Staff Sgt. Emanuel Feleke, 21: Predicted he would die for homeland
Injured while fighting in Gaza on December 5 and died of his wounds December 6
Staff Sgt. Alemnew Emanuel Feleke, 22, of the Commando Brigade’s Duvdevan unit, from Kiryat Gat, was wounded December 5 during fighting in southern Gaza and succumbed to his wounds the following day.
He was buried on December 7 in the military cemetery in Kiryat Gat. He is survived by his parents, Andayehu and Mammay, and siblings Noam, Yoav, Sara and Leah.
Feleke’s family made aliya to Israel from Ethiopia in 2004 and lived for a year in an absorption center in Beersheba. From there, they moved to Bat Yam, where Feleke graduated from a yeshiva high school. The family moved to Kiryat Gat four years ago.
While volunteering with the fire and rescue service and guiding in the Bnei Akiva youth movement, Feleke participated in a program that combined Torah study with preparation for army service.

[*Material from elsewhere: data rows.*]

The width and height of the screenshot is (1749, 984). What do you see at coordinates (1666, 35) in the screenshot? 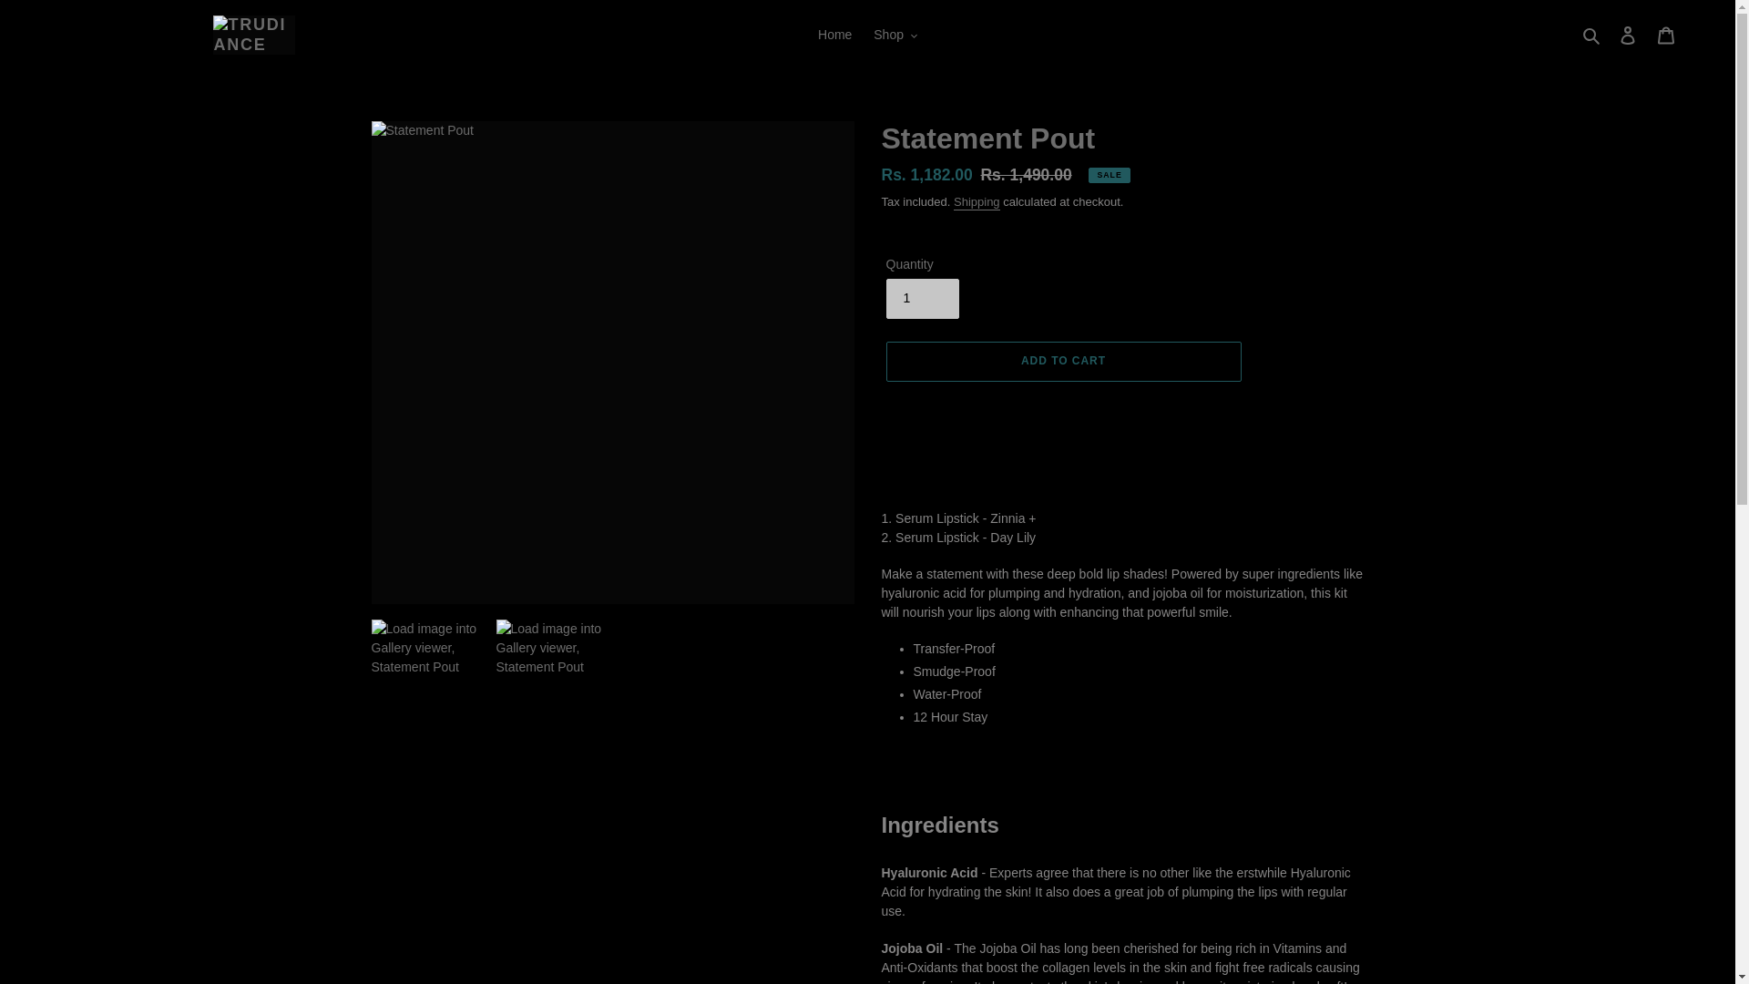
I see `Cart` at bounding box center [1666, 35].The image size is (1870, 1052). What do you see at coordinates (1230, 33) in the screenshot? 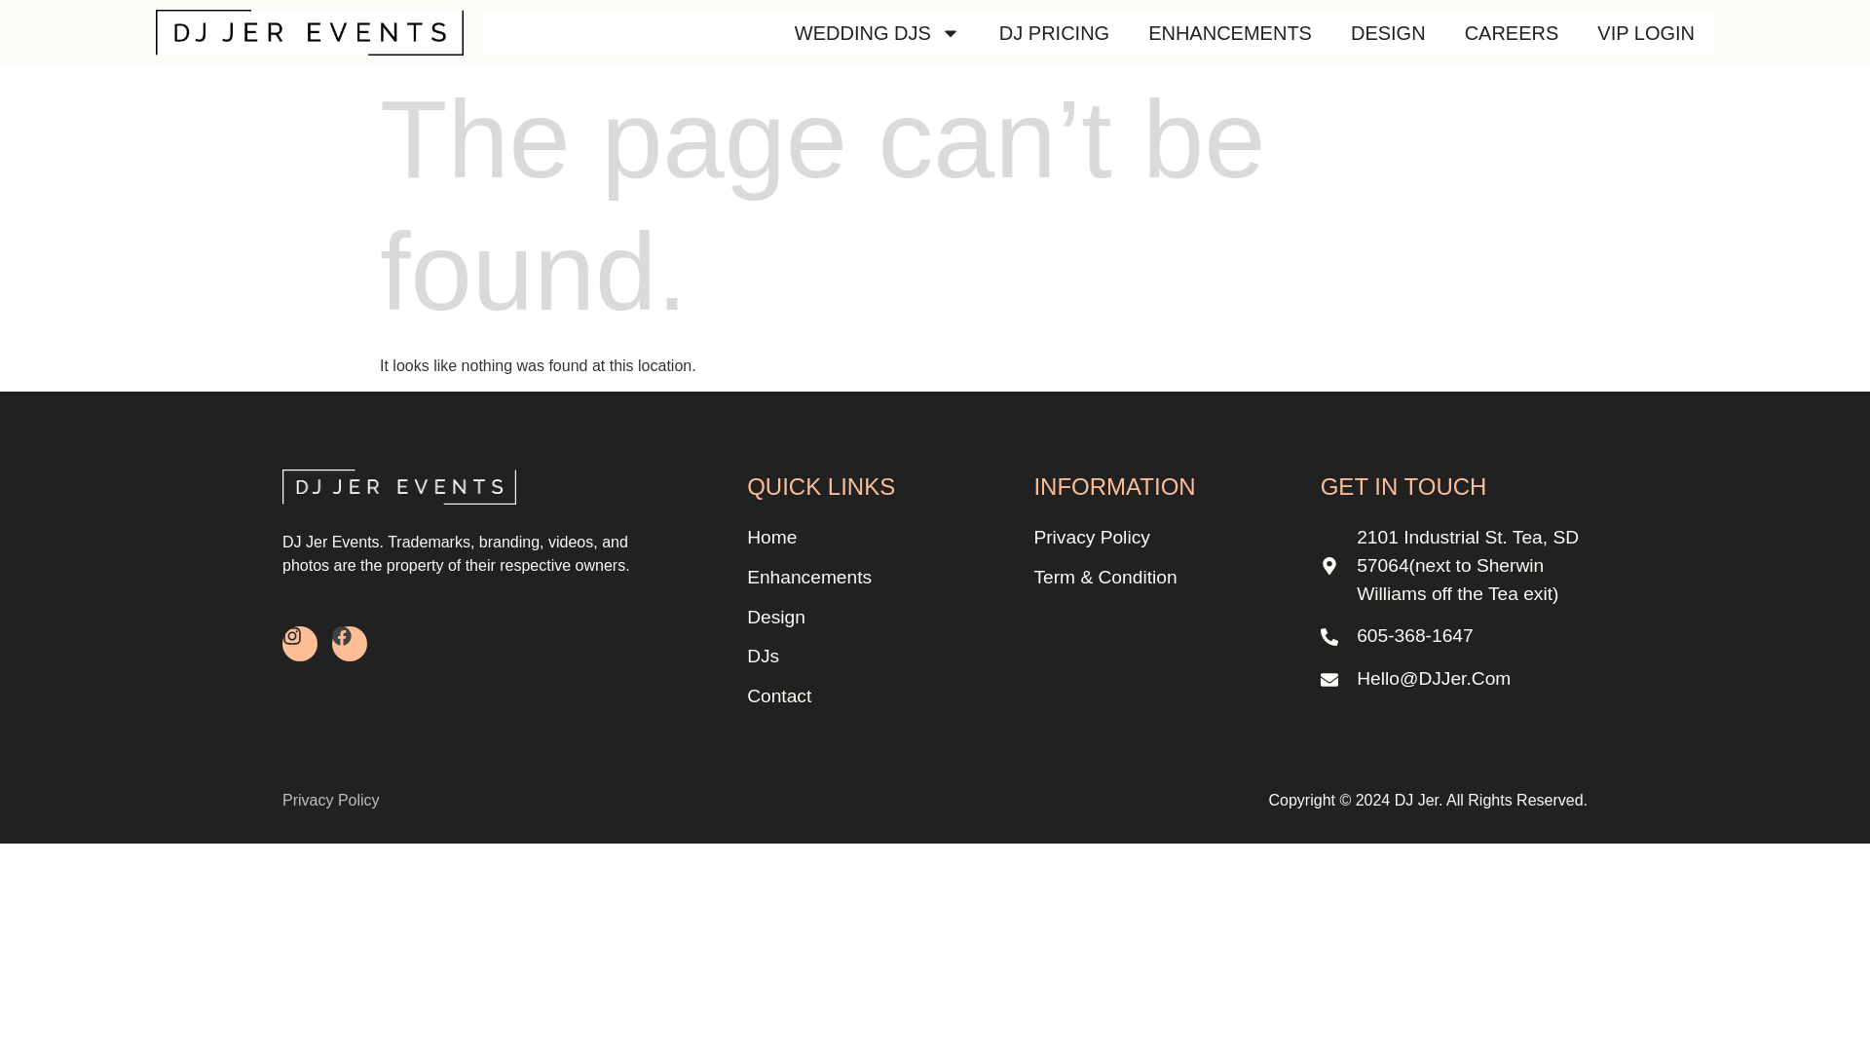
I see `ENHANCEMENTS` at bounding box center [1230, 33].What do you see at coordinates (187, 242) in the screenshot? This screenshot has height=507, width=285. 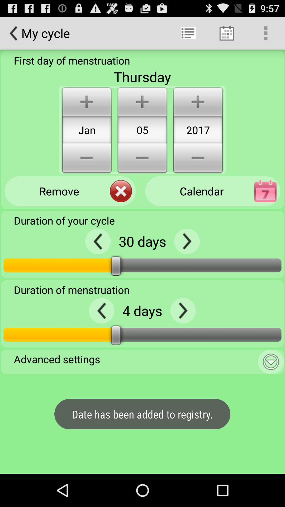 I see `go to next` at bounding box center [187, 242].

He followed that up with additional Torah study in Safed.
According to his brother Noam, Feleke wanted to be drafted into the Commando Brigade but did not initially make it. He was accepted by the paratroopers, and when he tried out again for the Commando Brigade, he made it into the elite Duvdevan unit.
“He had recently finished the training course for that and received a company excellence award. He was supposed to go to officers’ training, but because of the war that got delayed and he stayed where he was to fight,” his brother said.
Noam said his brother “was always modest and very much liked to help. He gave of himself all the time, over and over.”
That was the main reason the family decided to donate his organs after his death, Noam said, as a way of continuing his spirit of giving.
His heart and lungs went to an unidentified patient, while his liver was donated to a 53-year-old woman, one of his kidneys and his pancreas were transplanted into a 45-year-old woman and his other kidney went to a 58-year-old man.
At his funeral, the deputy commander of Duvdevan, identified only as Maj. S, said “Emanuel was a symbol and a legend in his life. You were number one everywhere. Determined, goal-oriented, doing everything for the best. Imbued with a sense of mission and spirit and unafraid of challenges… and all this with enormous humility and modesty. You never felt a need to draw attention to yourself.”
Speaking at his brother’s funeral, Noam said Emanuel was always determined to serve in combat in the army, to defend and protect his beloved nation.
“You always said you would die protecting this homeland,” he said. “The resilience of this country, that our parents dreamed of, told stories that passed from person to person, a whole community which dreamed and achieved its dream. Nobody knows when he will return his soul to the creator. But you knew.”